Abstract

Abstract Alongside Toonooba (the Fitzroy River) in central Queensland, a series of Aboriginal flood markers are embedded within the earth, commanding attention to the river that flows on one side and the colonial infrastructure of Rockhampton that lies on the other. The flood markers are part of an arts project commissioned by the Queensland Government in 2013 to mark Rockhampton’s history and its relationship to the river. The flood markers, named Honouring Land Connections, assert Indigenous voices into discourses of place, particularly discourses about the significance of rivers on Country. This article explores how art represents wider socio-cultural and politicised contexts of Indigenous and non-Indigenous discourse. The authors discuss the artworks as a form of social action that signifies Rockhampton as an Indigenous space with a history that cannot be neatly divided into three time periods. Any suggestion that Honouring Land Connections represents Rockhampton’s precolonial period disregards Indigenous people’s ongoing connections with and responsibilities for Country. The artworks signify contested spaces, places and knowledge of Country, culture, and waterways. Honouring Land Connections maintains cultural connections and speaks back to White preconceptions of Indigeneity. The artists wage war on the selective readings and colonial amnesia in Australia to directly challenge notions of terra nullius and intellectual nullius. This article shows how art can facilitate interaction through which Aboriginal artists can affirm, negotiate, share, and explore their identities while challenging dominant Eurocentric preconceptions of place and identity.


• [YOUR INSTRUCTIONS]
Please output the data exactly, minus pictures.

• [THE RECORDS]
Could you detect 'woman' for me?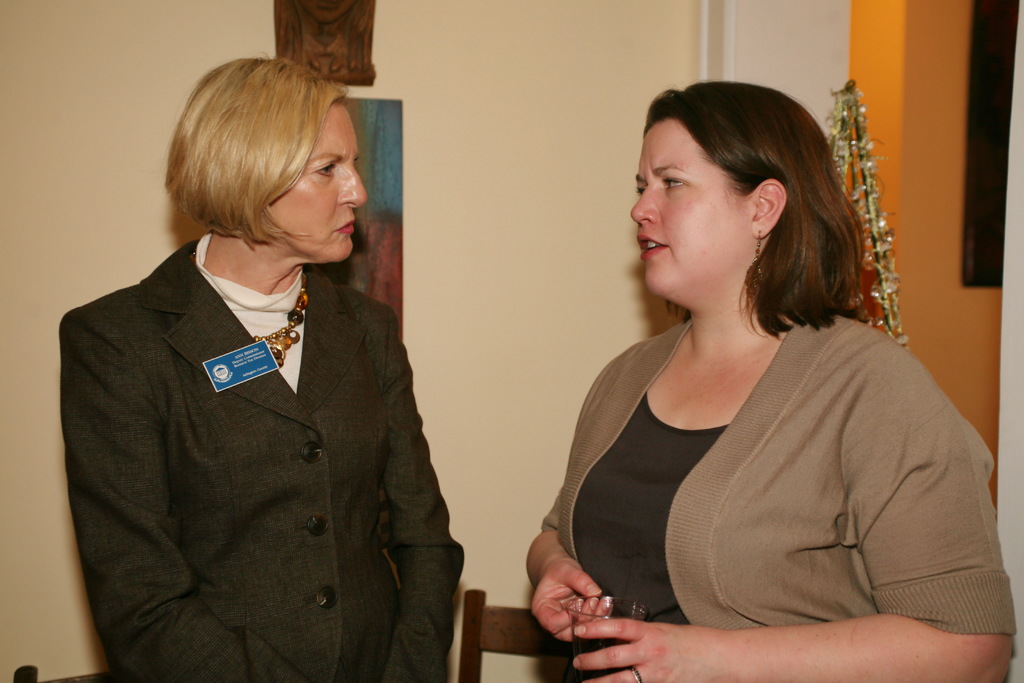
Detection result: 55, 58, 464, 682.
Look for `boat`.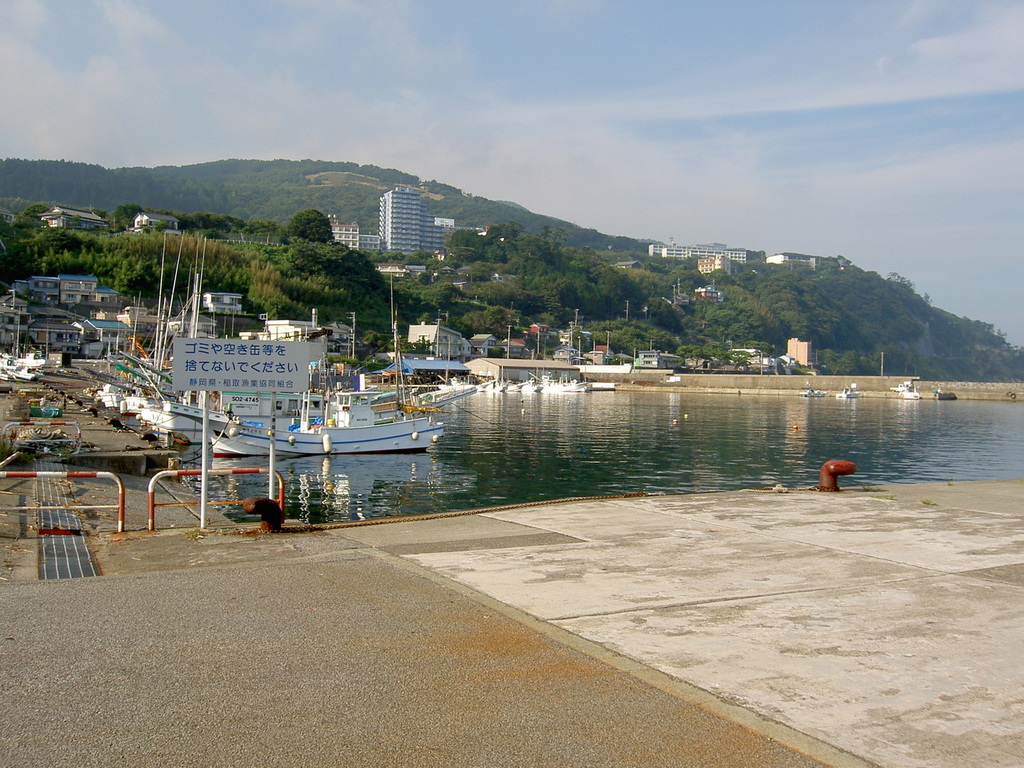
Found: 1 368 40 389.
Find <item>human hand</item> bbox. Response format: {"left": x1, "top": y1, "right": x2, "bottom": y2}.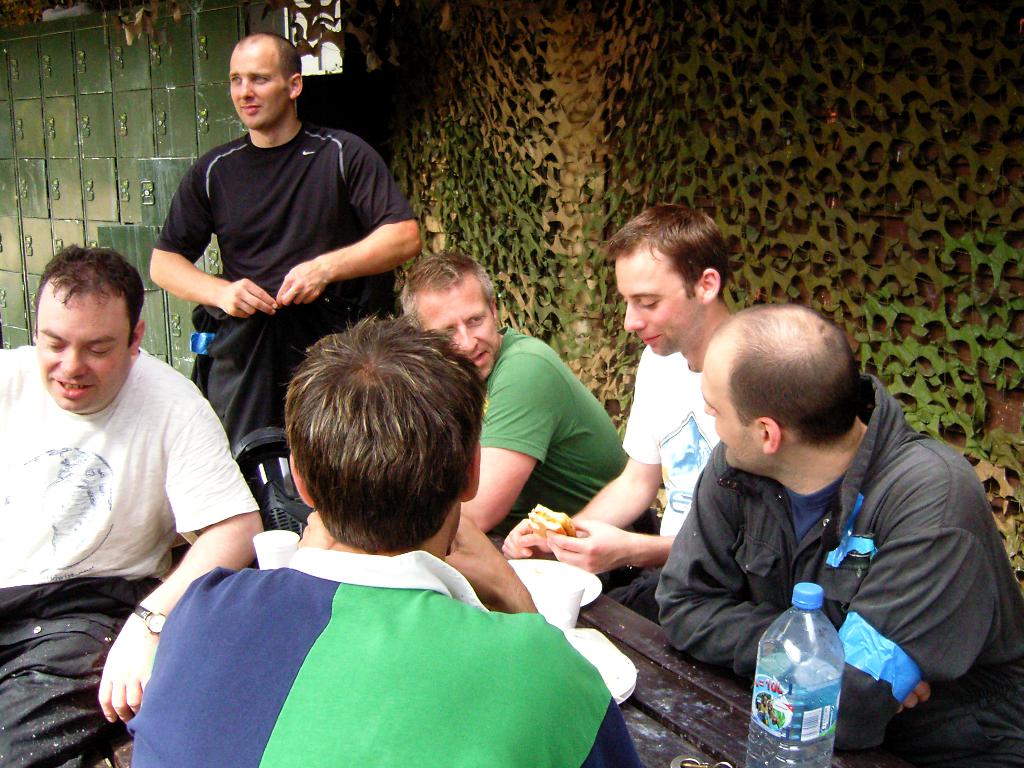
{"left": 444, "top": 515, "right": 514, "bottom": 605}.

• [ANSWER SPACE]
Could you detect 'woman' for me?
Detection result: 55, 58, 464, 682.
Look for `boat`.
Found: 1 368 40 389.
Find <item>human hand</item> bbox. Response format: {"left": x1, "top": y1, "right": x2, "bottom": y2}.
{"left": 444, "top": 515, "right": 514, "bottom": 605}.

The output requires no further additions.